Climate change has a major impact on Bangladesh, says Choudhury. For example, the intensity of cyclones is increasing. These are violent hurricanes with enormous wind speeds, high waves, heavy rainfall and mudslides. But droughts are also a problem and, of course, sea level rise is a threat. 


Close collaboration

Deltares has been working closely for years with the Center for Environmental and Geographic Information Services (CEGIS) and the Institute of Water Modelling (IWM), research institutes in Bangladesh where Choudhury worked earlier in his career. “The support from Deltares is greatly appreciated.” Asked what Deltares can learn from the cooperation with the two Bangladeshi research institutes, Choudhury replies: “They have acquired a lot of knowledge by solving the problems being faced by the country. Deltares can use this for further enhancing their knowledge base.”

He mentions, among other things, the formulation of a range of scenarios in the delta plan and the teamwork during the application of a meta-model. He had already worked in a previous job with models of this type, “a decision tool to support the formulation, analysis and evaluation of alternative projects and programs for the purpose of implementation,” he explains. The focus is on the interaction between different effects rather than the details of individual processes. That turned out to be very useful in this case. “A meta-model allowed us to plan the project better and select the best options for policymakers.”

The three research institutes are devoting a lot of attention to integrated water management in the delta plan. Choudhury explains: “We try to ensure that all the organisations in Bangladesh involved with water in any way work well together. We are also trying to raise the expertise level in these organisations.” He would like to see Deltares and the Bangladeshi research institutes work together even more. “For example, a few years of on-the-job training at Deltares would be very useful. Because the institute is constantly enhancing knowledge and refining different analytical tools, on-job training will help Bangladeshi experts acquire expertise for developing analytical tools to solve the problems faced by the country in a better way.”

“A few years of on-the-job training at Deltares would be very useful.”

Meeting in the CEIP office under the guidance of Dutch water experts.

Drinking water and irrigation
Water management is not only about flooding but also, for example, about clean drinking water, drains and the irrigation of agricultural land, explains Choudhury. “We have a large population of more than 160 million people and so we need enormous amounts of food, especially rice. We also grow it in the dry season now and that requires a lot of water.”

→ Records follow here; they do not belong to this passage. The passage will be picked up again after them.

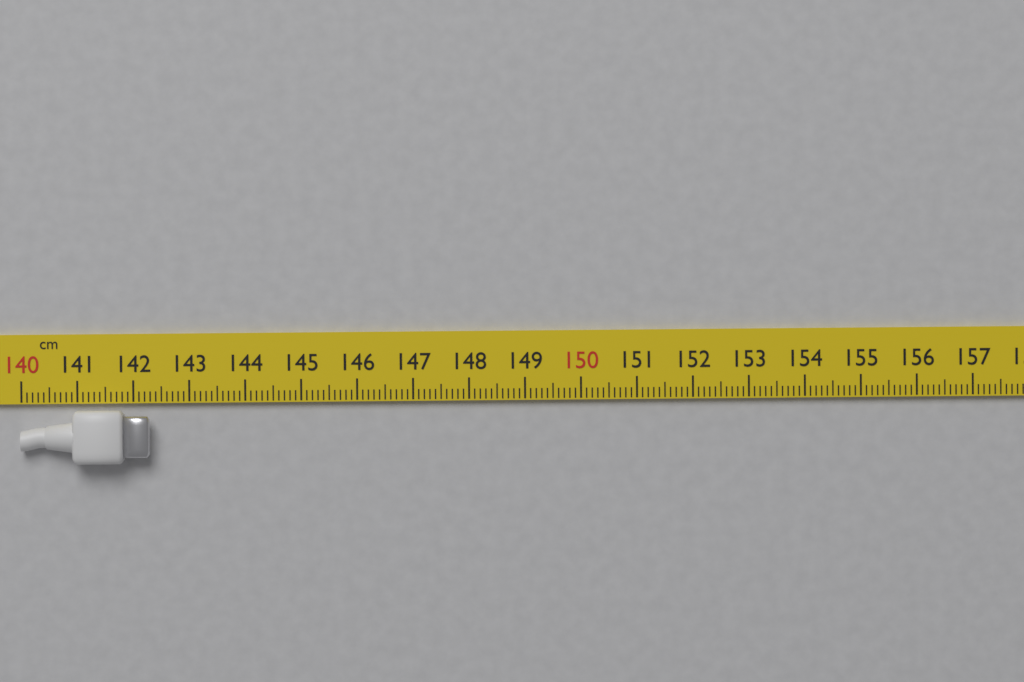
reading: 142.3 cm
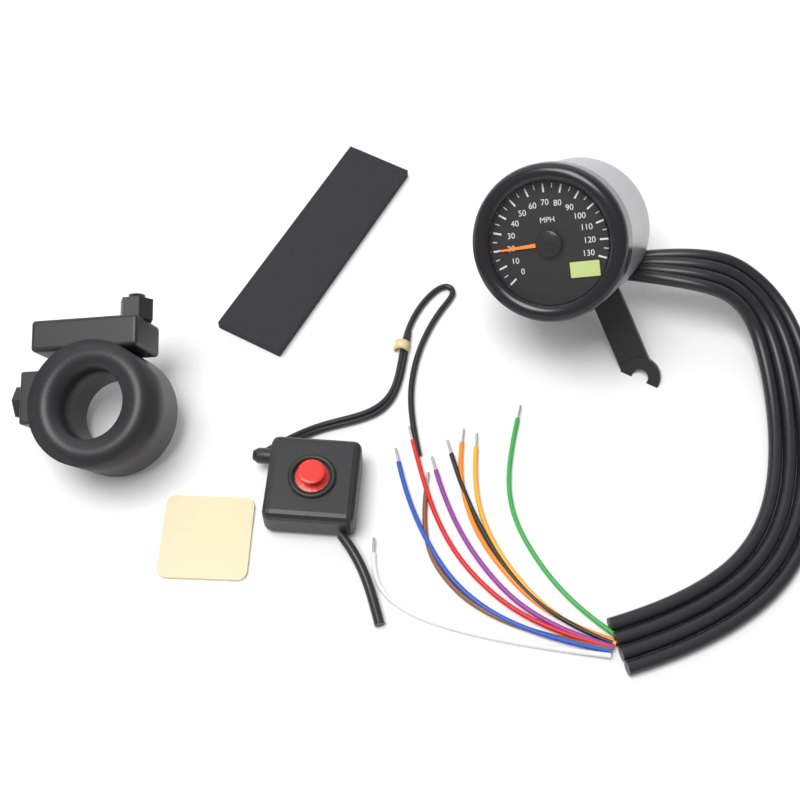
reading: 20 MPH
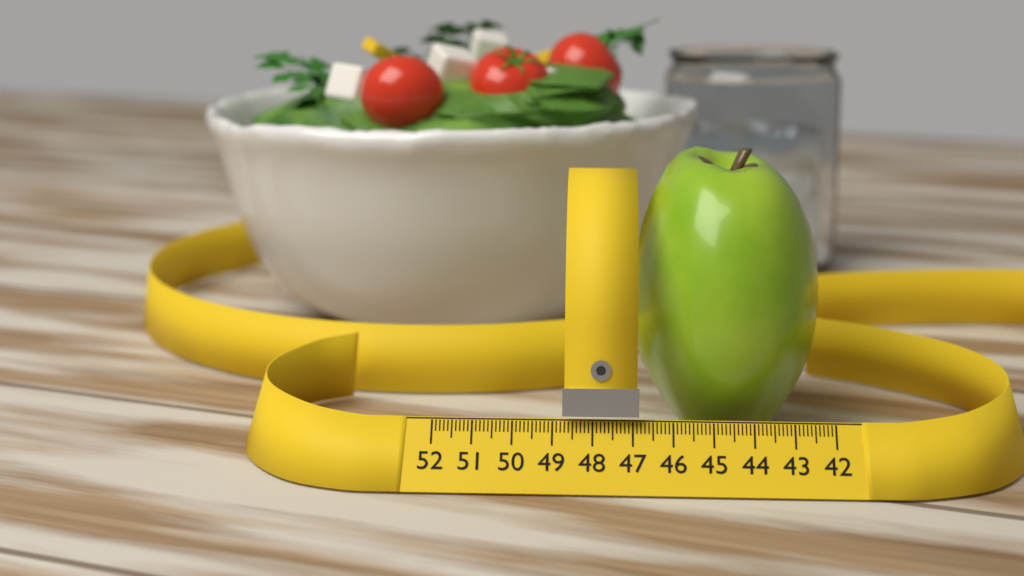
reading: 47.0 (no unit)
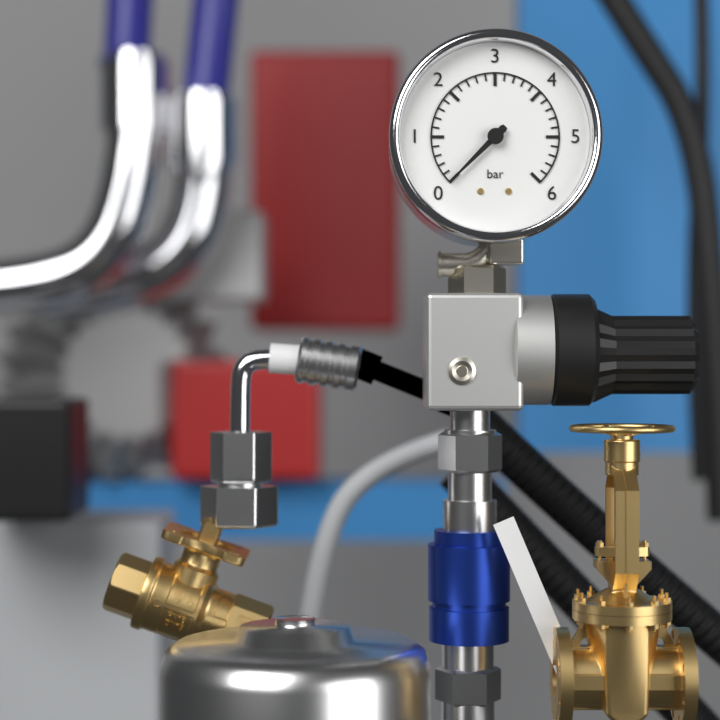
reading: 0.0 bar
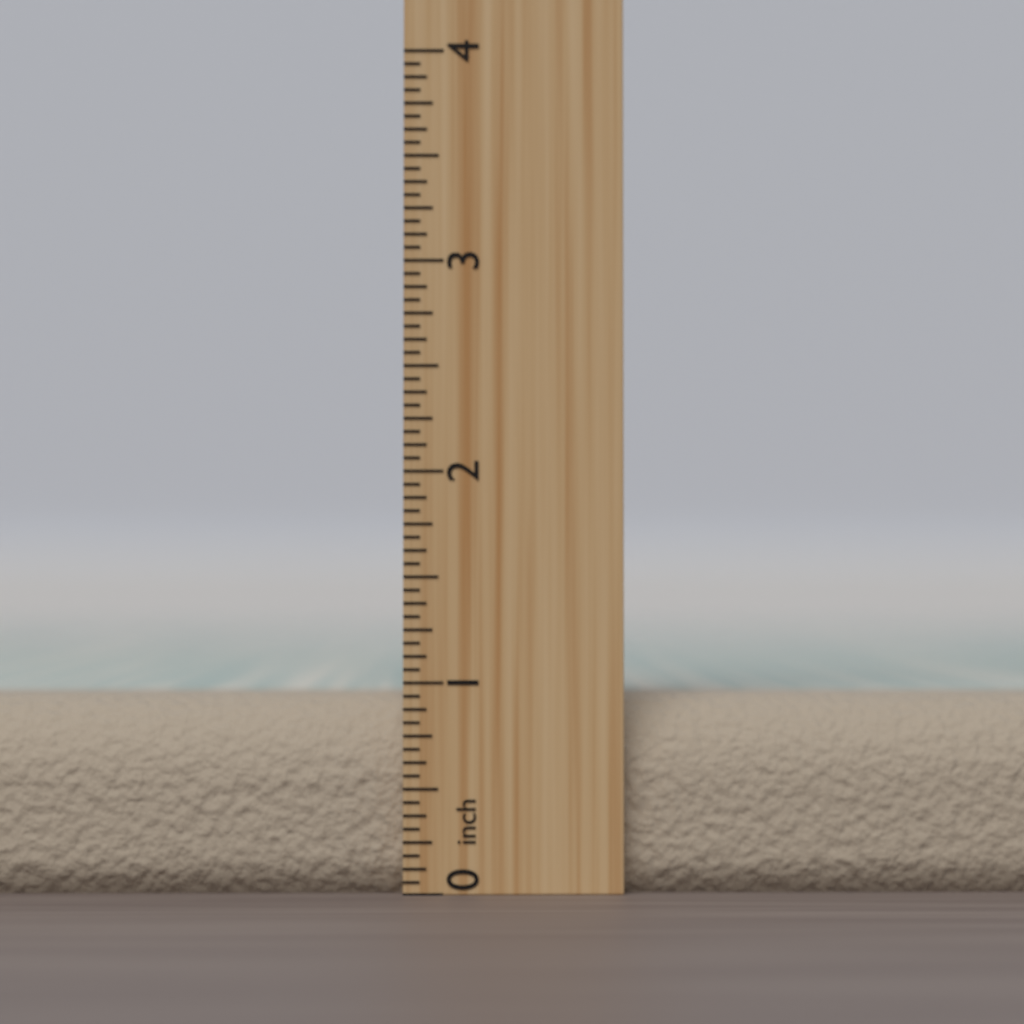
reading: 0.9375 inch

Bangladesh is developing rapidly and it is expected to become a upper middle-income country by 2030. “The delta plan will help to reduce poverty drastically,” expects Choudhury. “In the Netherlands, water management is mainly about risk management. But we also have a lot of socio-economic challenges.” So he knows that technical solutions aren't enough. “They also have to be socially and environmentally acceptable, and economically viable. That's what we're working on now.

How is Deltares active in Bangladesh?

  • Deltares has been working on mitigating bank erosion on the Brahmaputra-Jamuna for nearly thirty years.
  • Deltares is advising the World Bank and the development of a shipping channel and economic corridor between Kolkata and Assam in India via rivers in Bangladesh.
  • Drinking water supply for Dhaka (pollution and falling groundwater levels).
  • Water management in polders.

More information

If you want to know more about this study, don't hesitate to get in touch.

William Oliemans

Expert Delta Management

Bangladesh has no fewer than 500 rivers. The land is located in the world's largest delta less than five metres above sea level. Floods are an annual problem, especially during the rainy season between June and September, when a lot of meltwater comes down from the Himalayas.